Ledbury Poetry Festival announces the six collections shortlisted for the prestigious Ledbury Forte Poetry Prize for Second Collections published in Britain and Ireland in 2017 and 2018.

Judged this year by Lachlan Mackinnon and Linda Gregerson, the biannual prize is the first of its kind and aims to support and encourage ‘mid-career’ poets, with a £5,000 prize for the winner. The vibrant, diverse collections offer a reminder that in turbulent political times poetry – particularly those published by independent and small presses – continues to thrive and flourish.

The prize recognises that a poet’s second collection can be “dangerous, risk-taking liberating and wildly ambitious” according to Tom Chivers, Editor at Penned in the Margins, who says “I welcome a new prize for second collections, to shine a spotlight on work that might otherwise fall down the gap between the excitement of the new and the confidence of the established.”

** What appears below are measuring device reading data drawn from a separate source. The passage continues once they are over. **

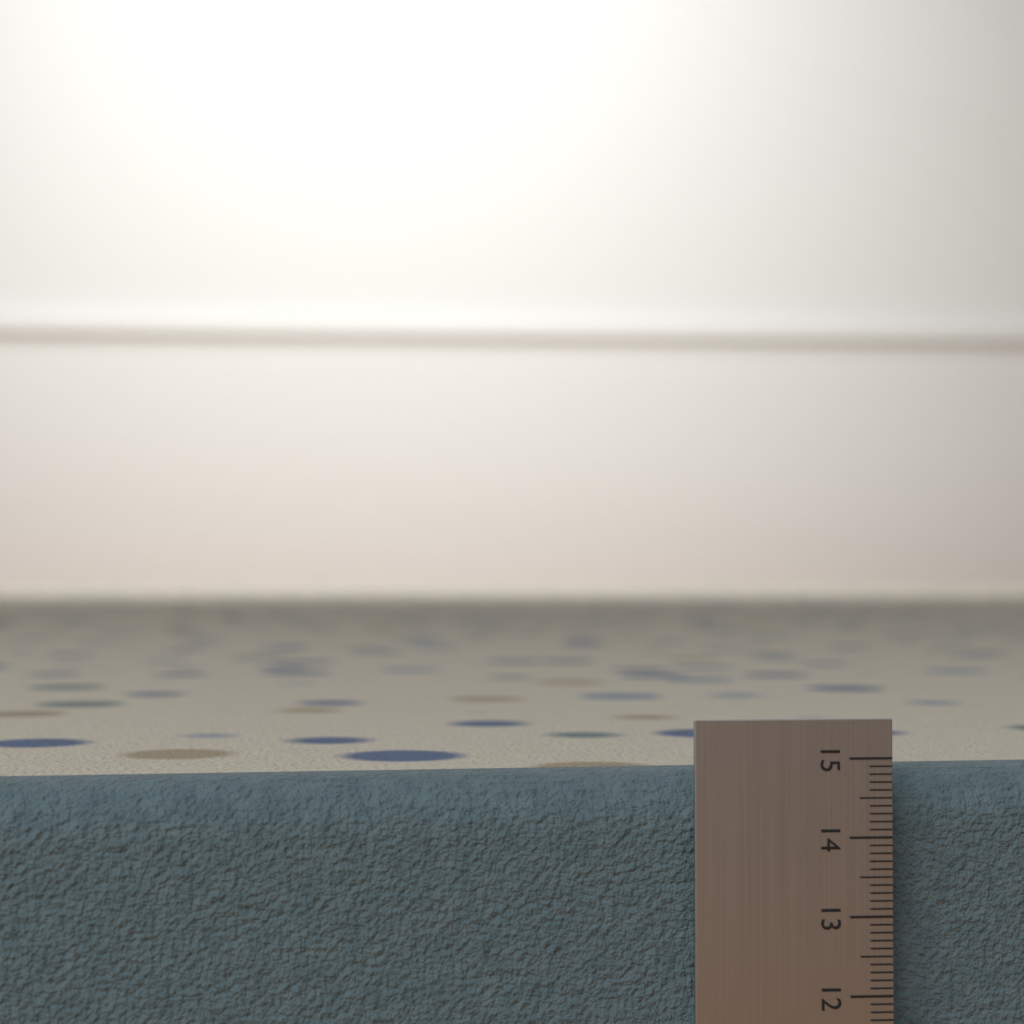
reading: 14.8 (no unit)
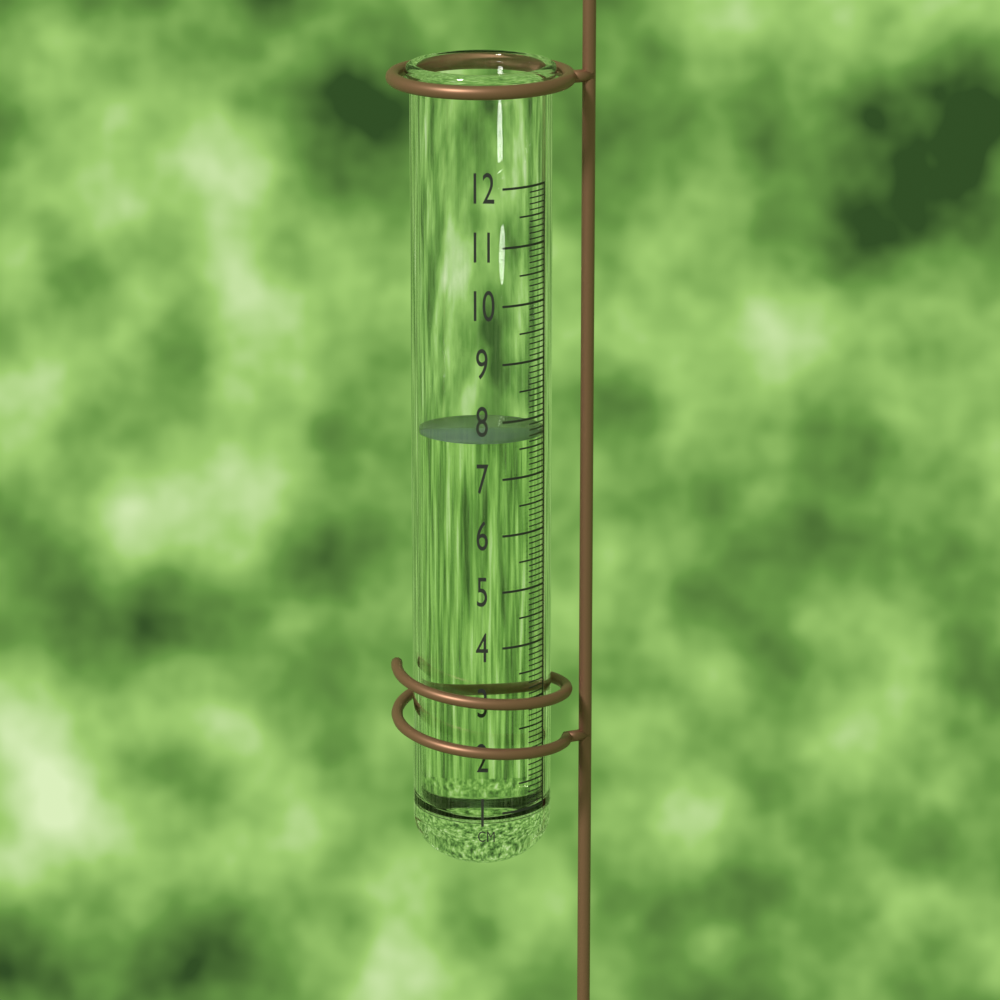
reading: 7.7 cm
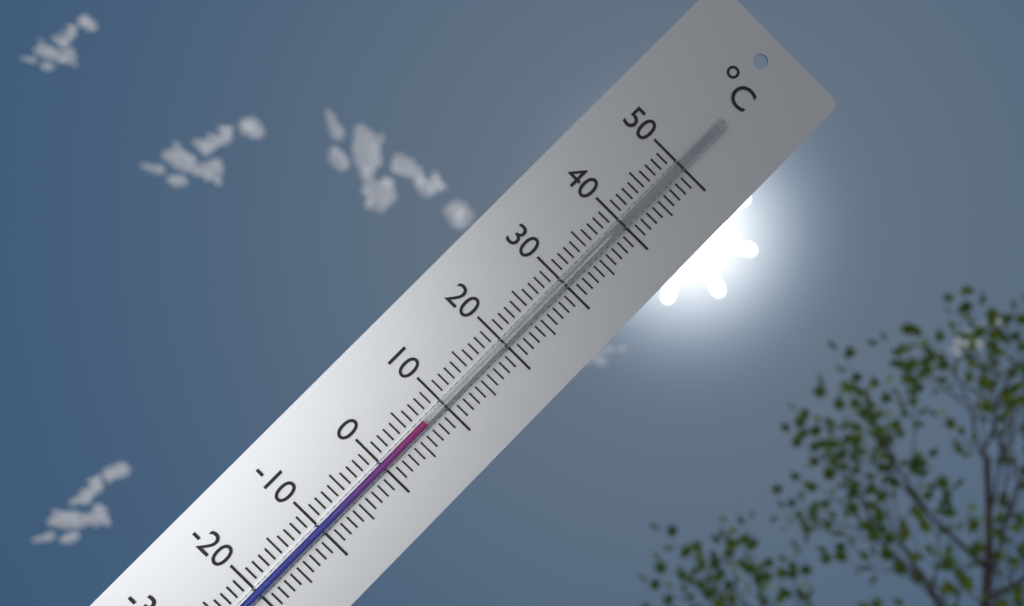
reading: 7 °C
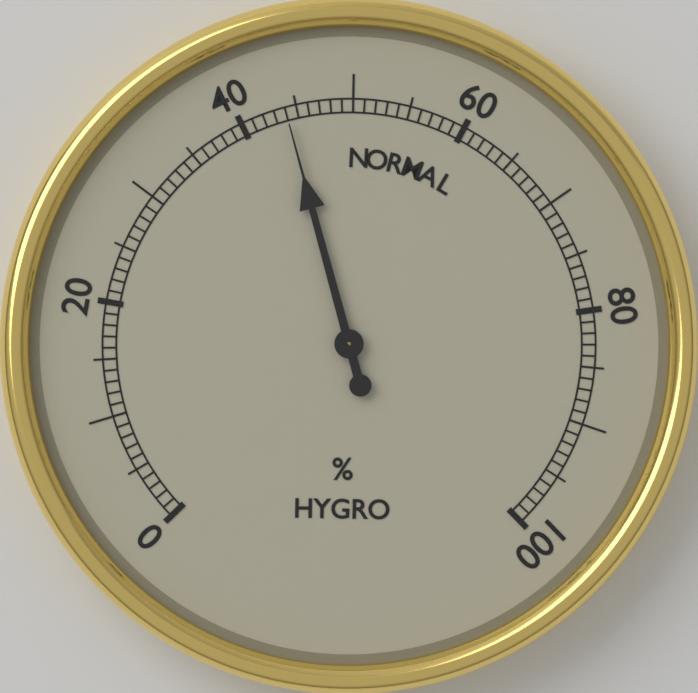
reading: 44 %
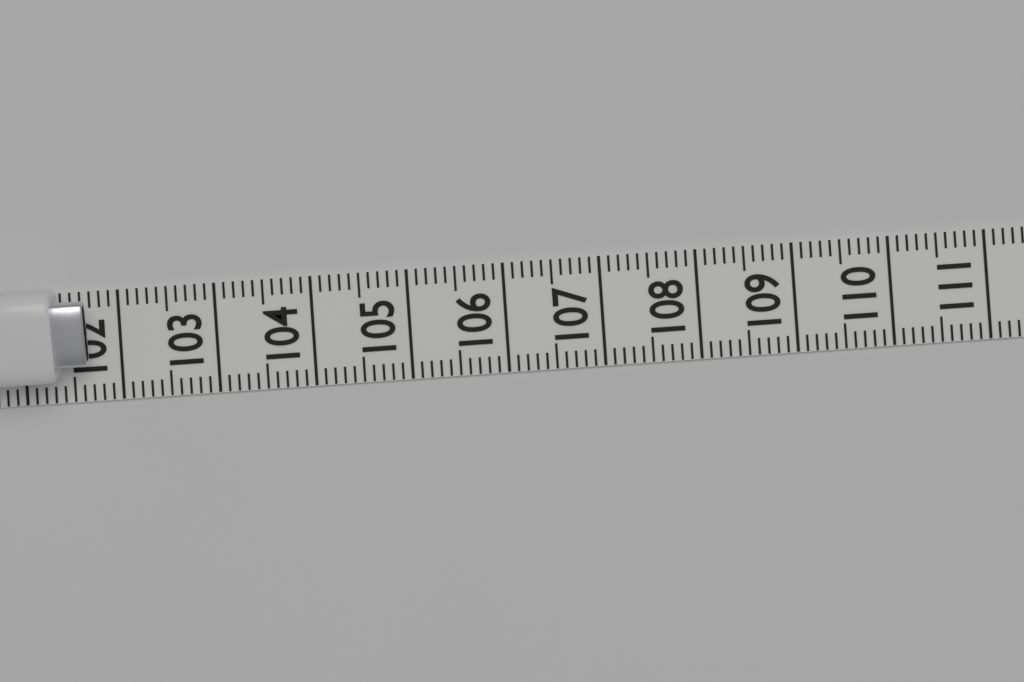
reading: 101.7 (no unit)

The shortlisted poets will be invited to read at a Prize Giving event on Friday 5 July 2019 at Ledbury Poetry Festival when the judges, Lachlan Mackinnon and Linda Gregerson will announce the winner. In selecting the judges, Ledbury Poetry Festival consciously sought out poets who are not regularly judging prizes in the UK, in order to try to widen the spotlight and shine a light on poets whose collections might otherwise not receive their due in terms of attention and recognition. The result is a diverse and vibrant shortlist of poets who have not yet been picked out yet by major prizes.

Shortlist

  • A K Blakemore Fondue (Offord Road Books)
  • Adam O’Riordan A Herring Famine (Chatto)
  • Danez Smith Don’t Call Us Dead (Chatto)
  • David Tait The AQI (Smith Doorstop)
  • Rory Waterman Sarajevo Roses (Carcanet)
  • James Womack On Trust: A Book of Lies (Carcanet)
A K Blakemore
Adam O’Riordan
Danez Smith
David Tait
Rory Waterman
James Womack

Ledbury Poetry Festival gratefully acknowledges the generosity of Olga Polizzi whose contribution makes the Ledbury Forte Poetry Prize possible.

Share this with your friends

Please enable JavaScript in your browser. Many pages require JavaScript to operate correctly.